Placebos prove powerful even when people know they're taking one
Date:
August 6, 2020
Source:
Michigan State University
Summary:
Researchers have demonstrated that placebos reduce brain markers
of emotional distress even when people know they are taking one.
FULL STORY ==========================================================================
How much of a treatment is mind over matter? It is well documented
that people often feel better after taking a treatment without active ingredients simply because they believe it's real -- known as the
placebo effect.
==========================================================================
A team of researchers from Michigan State University, University of
Michigan and Dartmouth College is the first to demonstrate that placebos
reduce brain markers of emotional distress even when people know they
are taking one.
Now, evidence shows that even if people are aware that their treatment
is not "real" -- known as nondeceptive placebos -- believing that it can
heal can lead to changes in how the brain reacts to emotional information.
"Just think: What if someone took a side-effect free sugar pill twice a
day after going through a short convincing video on the power of placebos
and experienced reduced stress as a result?," said Darwin Guevarra, MSU postdoctoral fellow and the study's lead author. "These results raise
that possibility." The new findings, published in the most recent edition
of the journal Nature Communications, tested how effective nondeceptive placebos -- or, when a person knows they are receiving a placebo --
are for reducing emotional brain activity.
"Placebos are all about 'mind over matter," said Jason Moser, co-author
of the study and professor of psychology at MSU. "Nondeceptive placebos
were born so that you could possibly use them in routine practice.
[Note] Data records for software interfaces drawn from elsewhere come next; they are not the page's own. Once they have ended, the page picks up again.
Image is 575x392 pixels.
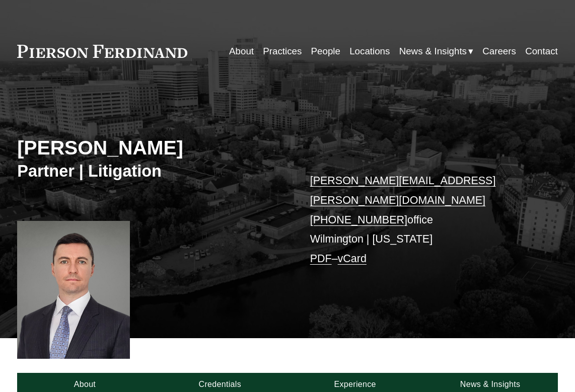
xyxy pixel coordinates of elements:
[310,253,332,265] a: PDF
[526,41,558,60] a: Contact
[483,41,517,60] a: Careers
[399,42,467,60] span: News & Insights
[310,214,408,226] a: [PHONE_NUMBER]
[399,41,473,60] a: folder dropdown
[263,41,302,60] a: Practices
[310,175,496,206] a: [PERSON_NAME][EMAIL_ADDRESS][PERSON_NAME][DOMAIN_NAME]
[310,171,535,269] p: office Wilmington | [US_STATE] –
[338,253,367,265] a: vCard
[350,41,390,60] a: Locations
[17,136,288,160] h2: [PERSON_NAME]
[229,41,254,60] a: About
[311,41,341,60] a: People
[17,161,288,182] h3: Partner | Litigation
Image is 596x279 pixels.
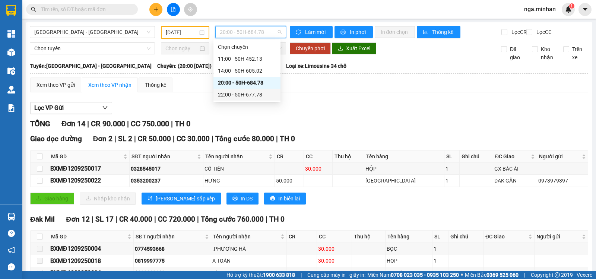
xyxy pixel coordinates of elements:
th: Ghi chú [449,231,484,243]
span: chánh lưu [59,44,109,57]
span: | [173,134,175,143]
span: Đơn 12 [66,215,90,224]
span: Đơn 14 [61,119,85,128]
div: 0919238348 [135,269,210,277]
th: Thu hộ [352,231,385,243]
span: | [114,134,116,143]
span: aim [188,7,193,12]
input: Chọn ngày [165,44,199,53]
span: copyright [555,272,560,278]
span: CC 30.000 [177,134,210,143]
div: Chọn chuyến [213,41,281,53]
span: | [154,215,156,224]
span: Gửi: [6,7,18,15]
th: CR [275,151,304,163]
div: Hàng đường [GEOGRAPHIC_DATA] [48,6,124,24]
span: CR 90.000 [91,119,125,128]
span: Lọc VP Gửi [34,103,64,113]
span: Đã giao [507,45,526,61]
span: Chọn tuyến [34,43,151,54]
th: SL [433,231,449,243]
span: 20:00 - 50H-684.78 [220,26,281,38]
div: 1 [434,269,447,277]
div: Xem theo VP gửi [37,81,75,89]
img: dashboard-icon [7,30,15,38]
div: .PHƯƠNG HÀ [212,245,285,253]
span: ⚪️ [461,273,463,276]
img: icon-new-feature [565,6,572,13]
span: printer [232,196,238,202]
div: TH GIẤY [387,269,431,277]
span: | [276,134,278,143]
img: warehouse-icon [7,86,15,94]
td: BXMĐ1209250017 [49,163,130,175]
th: CR [287,231,317,243]
span: TH 0 [269,215,285,224]
td: 0919238348 [134,267,211,279]
td: .PHƯƠNG HÀ [211,243,287,255]
span: CR 50.000 [138,134,171,143]
span: | [127,119,129,128]
span: Người gửi [539,152,580,161]
span: Miền Bắc [465,271,519,279]
span: | [524,271,525,279]
div: Chọn chuyến [218,43,276,51]
div: Cư Jút [6,6,43,15]
span: CC 720.000 [158,215,195,224]
div: 22:00 - 50H-677.78 [218,91,276,99]
input: Tìm tên, số ĐT hoặc mã đơn [41,5,129,13]
td: 0819997775 [134,255,211,267]
button: file-add [167,3,180,16]
span: Thống kê [432,28,454,36]
div: thảo uyên [48,24,124,33]
button: downloadXuất Excel [332,42,376,54]
div: 14:00 - 50H-605.02 [218,67,276,75]
button: printerIn DS [227,193,259,205]
div: 0973979397 [538,177,587,185]
span: Chuyến: (20:00 [DATE]) [157,62,212,70]
span: | [197,215,199,224]
button: Chuyển phơi [290,42,331,54]
span: printer [270,196,275,202]
div: 40.000 [318,269,351,277]
span: Mã GD [51,152,122,161]
span: Người gửi [536,232,580,241]
div: BXMĐ1209250018 [50,256,132,266]
input: 12/09/2025 [166,28,198,37]
span: sort-ascending [148,196,153,202]
div: Xem theo VP nhận [88,81,132,89]
div: 1 [434,245,447,253]
div: BÍCH [212,269,285,277]
span: Đăk Mil [30,215,55,224]
th: Ghi chú [460,151,493,163]
button: sort-ascending[PERSON_NAME] sắp xếp [142,193,221,205]
span: ĐC Giao [495,152,530,161]
span: Lọc CC [533,28,553,36]
img: solution-icon [7,104,15,112]
span: Đơn 2 [93,134,113,143]
span: Kho nhận [538,45,557,61]
span: | [171,119,173,128]
div: A TOÁN [212,257,285,265]
span: plus [153,7,159,12]
span: | [92,215,94,224]
div: GX BÁC ÁI [494,165,536,173]
div: 1 [446,177,458,185]
div: 1 [446,165,458,173]
img: logo-vxr [6,5,16,16]
span: Sài Gòn - Đắk Nông [34,26,151,38]
img: warehouse-icon [7,213,15,221]
span: | [134,134,136,143]
td: 0353200237 [130,175,203,187]
th: SL [444,151,460,163]
strong: 0708 023 035 - 0935 103 250 [391,272,459,278]
button: Lọc VP Gửi [30,102,112,114]
td: BXMĐ1209250022 [49,175,130,187]
div: 0946043129 [48,33,124,44]
b: Tuyến: [GEOGRAPHIC_DATA] - [GEOGRAPHIC_DATA] [30,63,152,69]
button: printerIn biên lai [264,193,306,205]
button: bar-chartThống kê [417,26,460,38]
button: syncLàm mới [290,26,333,38]
div: HƯNG [205,177,274,185]
span: TỔNG [30,119,50,128]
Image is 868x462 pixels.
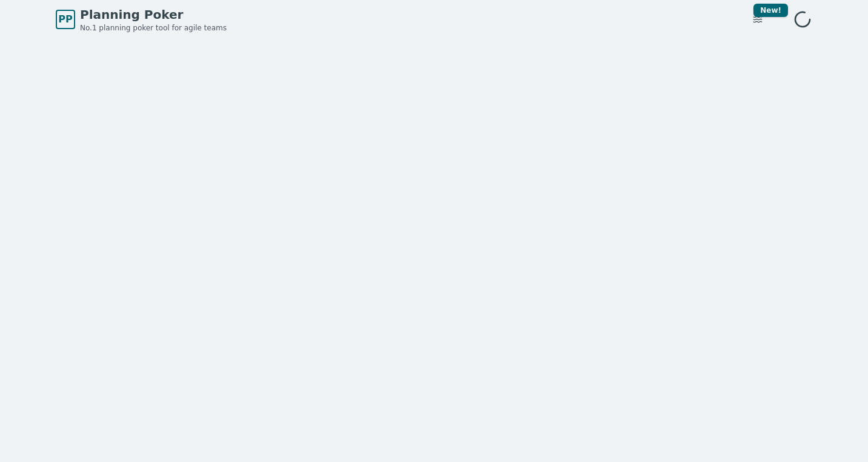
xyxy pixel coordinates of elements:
[56,6,227,33] a: PPPlanning PokerNo.1 planning poker tool for agile teams
[747,8,769,30] button: New!
[80,23,227,33] span: No.1 planning poker tool for agile teams
[80,6,227,23] span: Planning Poker
[59,12,72,26] span: PP
[754,4,788,17] div: New!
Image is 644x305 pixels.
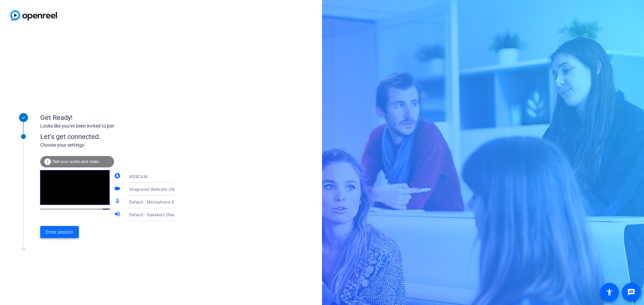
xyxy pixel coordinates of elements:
span: WEBCAM [129,175,147,179]
mat-icon: accessibility [605,288,614,296]
span: Default - Microphone Array (Realtek(R) Audio) [129,199,218,205]
mat-icon: message [627,288,635,296]
div: Let's get connected. [40,132,188,141]
mat-icon: volume_up [114,211,122,219]
div: Looks like you've been invited to join [40,123,174,130]
mat-icon: videocam [114,185,122,193]
mat-icon: camera [114,172,122,180]
div: Get Ready! [40,112,174,123]
div: Choose your settings [40,141,188,149]
span: Integrated Webcam (0bda:554c) [129,186,193,192]
mat-icon: mic_none [114,198,122,206]
span: Default - Speakers (Realtek(R) Audio) [129,212,202,217]
span: Test your audio and video [53,160,99,164]
span: Enter session [45,229,73,236]
button: Enter session [40,226,79,238]
mat-icon: info [44,158,52,166]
So
rather than prescribing a host of medications to help a patient, you
could give them a placebo, tell them it can help them and chances are --
if they believe it can, then it will." To test nondeceptive placebos,
the researchers showed two separate groups of people a series of emotional images across two experiments. The nondeceptive placebo group members read about placebo effects and were asked to inhale a saline solution nasal
spray. They were told that the nasal spray was a placebo that contained
no active ingredients but would help reduce their negative feelings if
they believed it would. The comparison control group members also inhaled
the same saline solution spray, but were told that the spray improved
the clarity of the physiological readings the researchers were recording.
The first experiment found that the nondeceptive placebos reduced
participants' self-reported emotional distress. Importantly, the second
study showed that nondeceptive placebos reduced electrical brain activity reflecting how much distress someone feels to emotional events, and
the reduction in emotional brain activity occurred within just a couple
of seconds.
"These findings provide initial support that nondeceptive placebos are
not merely a product of response bias -- telling the experimenter what
they want to hear -- but represent genuine psychobiological effects,"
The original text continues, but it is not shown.